Waking up some: “The fuck are you talking about?  Is this Frimp?”

“Yeah, yeah, yeah, fucker,” Judd said.  “Like a ball.”

“Have I ever seen a ball?”

“Yeah.”

“Well lemme think on that, Frimp.  Yeah, yeah.  I believe so.”

“No shit?  Floating?”

The orb sat in the air, silent, reflecting a Dokken poster on a wood-panel wall.

“You high, Judd?  Get ya some bad shit?”

“No, man, I was gonna ask if you had it in –“

“Yeah, I had it in,” Bart said, mimicking him.  “I been holding it for you all weekend.  You didn’t go buying that shit Harriet sells, did you?”

“Naw, no, Bart.”

“That shit’ll make you see things.”

“No Bart, I’m straight at this exact moment.  Look I’ll be right over.”  Judd hung up.  He got dressed and went over to Bart’s.  He didn’t want to piss off Bart; Bart sold the California shit.

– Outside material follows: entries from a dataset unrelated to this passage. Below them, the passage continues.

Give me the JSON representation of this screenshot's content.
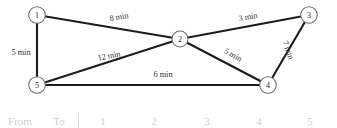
{
  "diagram": {
    "type": "undirected-weighted-graph",
    "nodes": [
      {
        "id": "1",
        "label": "1",
        "x": 37,
        "y": 15
      },
      {
        "id": "2",
        "label": "2",
        "x": 180,
        "y": 39
      },
      {
        "id": "3",
        "label": "3",
        "x": 309,
        "y": 15
      },
      {
        "id": "4",
        "label": "4",
        "x": 268,
        "y": 85
      },
      {
        "id": "5",
        "label": "5",
        "x": 37,
        "y": 85
      }
    ],
    "edges": [
      {
        "from": "1",
        "to": "2",
        "label": "8 min",
        "lx": 119,
        "ly": 17,
        "rotate": -9
      },
      {
        "from": "1",
        "to": "5",
        "label": "5 min",
        "lx": 21,
        "ly": 52,
        "rotate": 0
      },
      {
        "from": "5",
        "to": "2",
        "label": "12 min",
        "lx": 109,
        "ly": 56,
        "rotate": -12
      },
      {
        "from": "2",
        "to": "3",
        "label": "3 min",
        "lx": 248,
        "ly": 17,
        "rotate": -10
      },
      {
        "from": "2",
        "to": "4",
        "label": "5 min",
        "lx": 233,
        "ly": 55,
        "rotate": 30
      },
      {
        "from": "3",
        "to": "4",
        "label": "7 min",
        "lx": 288,
        "ly": 50,
        "rotate": 71
      },
      {
        "from": "5",
        "to": "4",
        "label": "6 min",
        "lx": 163,
        "ly": 74,
        "rotate": 0
      }
    ]
  },
  "table_strip": {
    "cells": [
      "From",
      "To",
      "1",
      "2",
      "3",
      "4",
      "5"
    ]
  }
}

__________________________

Suzie at work agreed to a date for Friday.  Judd invited her over to his place at nine.  At eight, he sat on the couch, watching television on his thirty-inch flat screen, changing channels.  The orb was still there.

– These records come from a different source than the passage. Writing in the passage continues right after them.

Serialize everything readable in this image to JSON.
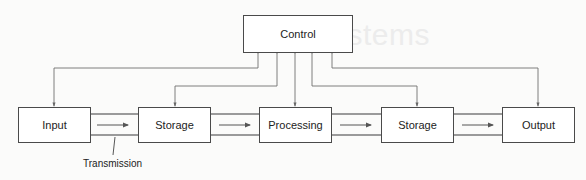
{
  "diagram": {
    "background_text": "gital Systems",
    "control": {
      "label": "Control"
    },
    "blocks": [
      {
        "id": "input",
        "label": "Input"
      },
      {
        "id": "storage1",
        "label": "Storage"
      },
      {
        "id": "processing",
        "label": "Processing"
      },
      {
        "id": "storage2",
        "label": "Storage"
      },
      {
        "id": "output",
        "label": "Output"
      }
    ],
    "transmission_label": "Transmission",
    "colors": {
      "box_border": "#4a4a4a",
      "control_lines": "#707070",
      "arrows": "#555555"
    }
  }
}
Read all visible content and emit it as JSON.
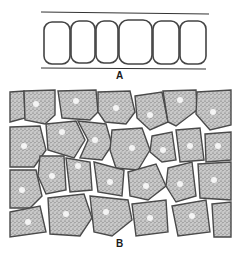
{
  "figure": {
    "panels": [
      {
        "id": "A",
        "label": "A",
        "description": "Filament of six rounded rectangular cells between two parallel lines",
        "cell_count": 6
      },
      {
        "id": "B",
        "label": "B",
        "description": "Stippled parenchyma tissue of polygonal cells, each with a light round nucleus, separated by intercellular spaces"
      }
    ],
    "colors": {
      "background": "#ffffff",
      "ink": "#3a3a3a",
      "cell_fill": "#b8b8b8",
      "nucleus": "#f4f4f4"
    }
  }
}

Judd had heaved on the orb, tried to shove it, beat it with a tennis racket, all week long.  The orb never budged.  It was a rock.  A rock floating three-feet off the ground in the living-room of his apartment with wood-paneled walls.  It was a true-to-life bitch, is what it was.

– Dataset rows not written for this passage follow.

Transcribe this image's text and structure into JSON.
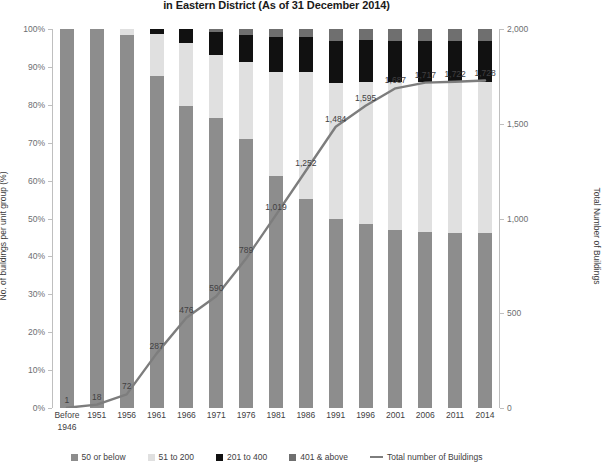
{
  "chart_data": {
    "type": "bar",
    "title": "in Eastern District (As of 31 December 2014)",
    "xlabel": "",
    "ylabel": "No. of buildings per unit group (%)",
    "y2label": "Total Number of Buildings",
    "ylim": [
      0,
      100
    ],
    "y2lim": [
      0,
      2000
    ],
    "grid": false,
    "legend_position": "bottom",
    "categories": [
      "Before\n1946",
      "1951",
      "1956",
      "1961",
      "1966",
      "1971",
      "1976",
      "1981",
      "1986",
      "1991",
      "1996",
      "2001",
      "2006",
      "2011",
      "2014"
    ],
    "ytick_labels": [
      "0%",
      "10%",
      "20%",
      "30%",
      "40%",
      "50%",
      "60%",
      "70%",
      "80%",
      "90%",
      "100%"
    ],
    "ytick_values": [
      0,
      10,
      20,
      30,
      40,
      50,
      60,
      70,
      80,
      90,
      100
    ],
    "y2tick_labels": [
      "0",
      "500",
      "1,000",
      "1,500",
      "2,000"
    ],
    "y2tick_values": [
      0,
      500,
      1000,
      1500,
      2000
    ],
    "series": [
      {
        "name": "50 or below",
        "color": "#8d8d8d",
        "values": [
          100,
          100,
          98.5,
          87.7,
          79.6,
          76.6,
          71.0,
          61.2,
          55.2,
          49.8,
          48.5,
          47.0,
          46.5,
          46.3,
          46.3
        ]
      },
      {
        "name": "51 to 200",
        "color": "#e0e0e0",
        "values": [
          0,
          0,
          1.5,
          11.0,
          16.6,
          16.5,
          20.3,
          27.5,
          33.5,
          36.0,
          37.5,
          39.0,
          39.4,
          39.6,
          39.6
        ]
      },
      {
        "name": "201 to 400",
        "color": "#111111",
        "values": [
          0,
          0,
          0,
          1.3,
          3.8,
          6.0,
          7.0,
          9.1,
          9.1,
          11.0,
          11.0,
          10.8,
          11.0,
          11.0,
          11.0
        ]
      },
      {
        "name": "401 & above",
        "color": "#6f6f6f",
        "values": [
          0,
          0,
          0,
          0,
          0,
          0.9,
          1.7,
          2.2,
          2.2,
          3.2,
          3.0,
          3.2,
          3.1,
          3.1,
          3.1
        ]
      }
    ],
    "line_series": {
      "name": "Total number of Buildings",
      "color": "#7d7d7d",
      "axis": "right",
      "values": [
        1,
        18,
        72,
        287,
        476,
        590,
        789,
        1019,
        1252,
        1484,
        1595,
        1687,
        1717,
        1722,
        1728
      ],
      "labels": [
        "1",
        "18",
        "72",
        "287",
        "476",
        "590",
        "789",
        "1,019",
        "1,252",
        "1,484",
        "1,595",
        "1,687",
        "1,717",
        "1,722",
        "1,728"
      ]
    },
    "legend": [
      {
        "label": "50 or below",
        "color": "#8d8d8d",
        "marker": "square"
      },
      {
        "label": "51 to 200",
        "color": "#e0e0e0",
        "marker": "square"
      },
      {
        "label": "201 to 400",
        "color": "#111111",
        "marker": "square"
      },
      {
        "label": "401 & above",
        "color": "#6f6f6f",
        "marker": "square"
      },
      {
        "label": "Total number of Buildings",
        "color": "#7d7d7d",
        "marker": "line"
      }
    ]
  }
}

But Suzie was pretty, so Judd sat there and contemplated the matter.  He had to hide the orb from her view, so that when she came over in an hour, she wouldn’t see it.  It was some embarrassing shit, having an orb in your place.

Judd took the lamp on the table and tried to arrange it so that the lamp shade covered the orb.  The lampshade was puke-orange and fairly translucent, but Judd figure it would do if he could arrange it correctly. 

He’d left the TV absently on channel 43, the science Discovery channel.  A guy was speculating on higher-dimensional objects, and what would happen if they protruded into the known universe.  Only three of their many dimensions would be apparent, of course.

Judd messed with the lampshade and the lamp and got it about right — the shade was a bit askew but it covered the orb.  He looked down into the shade from above and he could see the orb there.  Good enough.  He changed the channel to a Friends rerun and drank a beer and smoked some weed.

Suzie came over looking nice in a jean-skirt and sweater and they made out.  But Judd made the mistake of trying to turn on the lamp at one point to help her look for an earring.  This sent the lamp twirling about and cast a weird dancing shadow of the orb onto the walls.

Suzie freaked out and left.  Judd kicked the orb a karate kick and hurt all five of his toes.  He drank himself into a daze and then crashed on his bed at two o’clock in the morning.

____________________________

When Judd woke up, the little grey orb was gone.  He thanked God loudly and took a numb, hung-over shower.  He went to work at Food Gnome where the boss yelled at him again.

The most amazing thing that ever happened in the history of the world happened in Judd Frimp’s apartment, but he was stupid and so nothing ever came of it.

The Shock Doctrine — A Short Film by Cuaron and Klein

From the Harper’s Magazine website.

Alfosno Cuaron and Naomi Klein present a short film based on Klein’s book The Shock Doctrine: The Rise of Disaster Capitalism.

At the end are options for viewing further video of Klein and her thesis.